Google DeepMind's AlphaEvolve system, which uses a large language model (LLM) to rewrite its own algorithms, has produced two game-theory solvers that beat human-designed baselines across most of a standardized test suite. That is the fact every coverage outlet has reported since MarkTechPost picked up the paper again this week. But the paper, submitted to arXiv on February 18, 2026, has a stranger detail buried in its appendix that nobody has led with: one of the discovered algorithms postponed a key learning step until iteration 500. The LLM chose that threshold without being given the evaluation horizon it would eventually align with.
VAD-CFR, short for Volatility-Adaptive Discounted Counterfactual Regret Minimization, matches or surpasses state-of-the-art performance in 10 of 11 games tested, including three-player Kuhn Poker, two-player Leduc Poker, four-card Goofspiel, and five-sided Liars Dice. The sole exception is four-player Kuhn Poker. SHOR-PSRO, the Smoothed Hybrid Optimistic Regret Policy Space Response Oracle, reaches the same bar in 8 of 11 games. Both were discovered by AlphaEvolve, which uses Google's Gemini 2.5 Pro as a mutation operator to rewrite the Python source code of multi-agent learning algorithms, proposing new update rules rather than tuning existing ones.
The 500-iteration threshold appears in the paper's appendix as a design choice the LLM made independently. The evaluation ran to 1,000 iterations. The LLM had no access to that number when it generated the threshold. The paper notes in a footnote that the LLM "generated this threshold without knowledge of the 1,000-iteration evaluation horizon in its prompt context." The algorithm it produced delays policy averaging until iteration 500.
That alignment is not explained in the paper. The researchers ran the algorithm and it worked. The threshold landed where it did. The footnote flags the coincidence. That is the appropriate epistemic posture: a documented result with an open question attached.
The broader AlphaEvolve research program is not new. Google announced in May 2025 that the system had found a matrix multiplication algorithm for 4x4 complex-valued matrices using 48 scalar multiplications, the first improvement over Strassen's 1969 result in 56 years. A scheduling heuristic discovered by AlphaEvolve has been running in Google's production data centers for over a year, recovering 0.7 percent of the company's worldwide compute resources. The kernel optimization that sped up Gemini's architecture by 23 percent, reducing overall training time by 1 percent, is documented in the original AlphaEvolve blog post.
What the February 2026 paper adds is a harder test domain. Game-theoretic strategy in imperfect-information games is not a toy problem. The 11-game evaluation suite includes games where players hold private information, where every decision depends on what others might do, and where the optimal strategy cannot be computed directly, only approximated through iterative self-play. CFR, or Counterfactual Regret Minimization, is the foundational algorithm family for this class of problems — it underpins poker AI, auction design, and negotiation systems. Getting a system to improve on it is not a parlor trick.
The paper has four lead authors: Zun Li, John Schultz, Daniel Hennes, and Marc Lanctot, all Google DeepMind. Sixteen additional co-authors appear on the full author list, including Matej Balog and Pushmeet Kohli. The paper was submitted to arXiv on February 18, 2026, with a second version February 21. It has not yet been peer reviewed.
The story is not that a lab published a paper. The story is that a large language model, asked to design a better learning algorithm, produced a design with a threshold in it that aligned with an evaluation horizon it was never shown. Whether that alignment is meaningful or coincidental is a question the paper does not answer. The appropriate journalistic response is to report the result, note the open question, and stop there.
The practical upshot is that AlphaEvolve is not a one-trick matrix multiplier. It is a general algorithm design tool that has now produced competitive results in two distinct domains: numerical computation and multi-agent game strategy.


*ABOUT THIS TASK*
The records that follow are to be transcribed in full, without their images.

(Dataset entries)
[Start of Attachment]
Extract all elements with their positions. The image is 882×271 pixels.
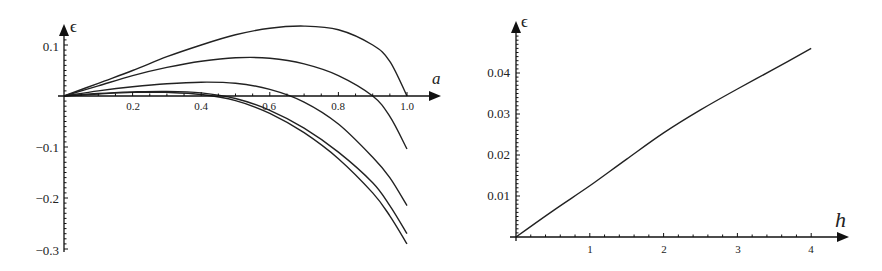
left-xtick-label: 1.0 bbox=[400, 100, 414, 112]
left-xtick-label: 0.4 bbox=[194, 100, 208, 112]
left-curve bbox=[64, 91, 407, 233]
left-ytick-label: −0.2 bbox=[35, 191, 59, 206]
right-x-arrow-icon bbox=[837, 232, 849, 242]
right-y-arrow-icon bbox=[511, 21, 521, 33]
left-curve bbox=[64, 26, 407, 96]
left-curve bbox=[64, 92, 407, 244]
right-ytick-label: 0.03 bbox=[487, 106, 510, 121]
right-xtick-label: 1 bbox=[587, 243, 593, 255]
right-chart: 1 2 3 4 0.01 0.02 0.03 0.04 h ϵ bbox=[487, 12, 849, 255]
right-xtick-label: 3 bbox=[735, 243, 741, 255]
right-xtick-label: 4 bbox=[808, 243, 814, 255]
left-x-axis-label: a bbox=[432, 69, 441, 88]
right-xtick-label: 2 bbox=[661, 243, 667, 255]
right-chart-axes bbox=[510, 21, 849, 242]
right-x-axis-label: h bbox=[835, 207, 846, 232]
right-chart-curves bbox=[516, 48, 811, 237]
left-xtick-label: 0.2 bbox=[126, 100, 140, 112]
right-ytick-label: 0.04 bbox=[487, 65, 510, 80]
left-xtick-label: 0.6 bbox=[262, 100, 276, 112]
left-chart: 0.2 0.4 0.6 0.8 1.0 0.1 −0.1 −0.2 −0.3 a… bbox=[35, 17, 441, 258]
left-x-arrow-icon bbox=[429, 91, 441, 101]
right-chart-ticks bbox=[516, 36, 811, 237]
left-y-axis-label: ϵ bbox=[70, 17, 77, 36]
right-ytick-label: 0.01 bbox=[487, 188, 510, 203]
left-ytick-label: −0.1 bbox=[35, 140, 59, 155]
right-ytick-label: 0.02 bbox=[487, 147, 510, 162]
left-ytick-label: 0.1 bbox=[43, 39, 59, 54]
right-y-axis-label: ϵ bbox=[521, 12, 528, 31]
left-ytick-label: −0.3 bbox=[35, 243, 59, 258]
left-chart-ticks bbox=[64, 35, 407, 249]
left-chart-axes bbox=[58, 24, 441, 252]
left-chart-curves bbox=[64, 26, 407, 244]
left-xtick-label: 0.8 bbox=[331, 100, 345, 112]
right-curve bbox=[516, 48, 811, 237]
left-curve bbox=[64, 57, 407, 149]
left-y-arrow-icon bbox=[59, 24, 69, 36]
figure: 0.2 0.4 0.6 0.8 1.0 0.1 −0.1 −0.2 −0.3 a… bbox=[0, 0, 882, 271]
[End of Attachment]
*WRITTEN SOLUTION*
Extract all elements with their positions. The image is 882×271 pixels.
left-xtick-label: 1.0 bbox=[400, 100, 414, 112]
left-xtick-label: 0.4 bbox=[194, 100, 208, 112]
left-curve bbox=[64, 91, 407, 233]
left-ytick-label: −0.2 bbox=[35, 191, 59, 206]
right-x-arrow-icon bbox=[837, 232, 849, 242]
right-y-arrow-icon bbox=[511, 21, 521, 33]
left-curve bbox=[64, 26, 407, 96]
left-curve bbox=[64, 92, 407, 244]
right-ytick-label: 0.03 bbox=[487, 106, 510, 121]
right-xtick-label: 1 bbox=[587, 243, 593, 255]
right-chart: 1 2 3 4 0.01 0.02 0.03 0.04 h ϵ bbox=[487, 12, 849, 255]
right-xtick-label: 3 bbox=[735, 243, 741, 255]
right-xtick-label: 4 bbox=[808, 243, 814, 255]
left-x-axis-label: a bbox=[432, 69, 441, 88]
right-xtick-label: 2 bbox=[661, 243, 667, 255]
right-chart-axes bbox=[510, 21, 849, 242]
right-x-axis-label: h bbox=[835, 207, 846, 232]
right-chart-curves bbox=[516, 48, 811, 237]
left-xtick-label: 0.2 bbox=[126, 100, 140, 112]
right-ytick-label: 0.04 bbox=[487, 65, 510, 80]
left-xtick-label: 0.6 bbox=[262, 100, 276, 112]
left-chart: 0.2 0.4 0.6 0.8 1.0 0.1 −0.1 −0.2 −0.3 a… bbox=[35, 17, 441, 258]
left-x-arrow-icon bbox=[429, 91, 441, 101]
right-chart-ticks bbox=[516, 36, 811, 237]
left-y-axis-label: ϵ bbox=[70, 17, 77, 36]
right-ytick-label: 0.01 bbox=[487, 188, 510, 203]
left-ytick-label: −0.1 bbox=[35, 140, 59, 155]
right-ytick-label: 0.02 bbox=[487, 147, 510, 162]
left-ytick-label: 0.1 bbox=[43, 39, 59, 54]
right-y-axis-label: ϵ bbox=[521, 12, 528, 31]
left-ytick-label: −0.3 bbox=[35, 243, 59, 258]
left-chart-ticks bbox=[64, 35, 407, 249]
left-chart-axes bbox=[58, 24, 441, 252]
left-chart-curves bbox=[64, 26, 407, 244]
left-xtick-label: 0.8 bbox=[331, 100, 345, 112]
right-curve bbox=[516, 48, 811, 237]
left-curve bbox=[64, 57, 407, 149]
left-y-arrow-icon bbox=[59, 24, 69, 36]
figure: 0.2 0.4 0.6 0.8 1.0 0.1 −0.1 −0.2 −0.3 a… bbox=[0, 0, 882, 271]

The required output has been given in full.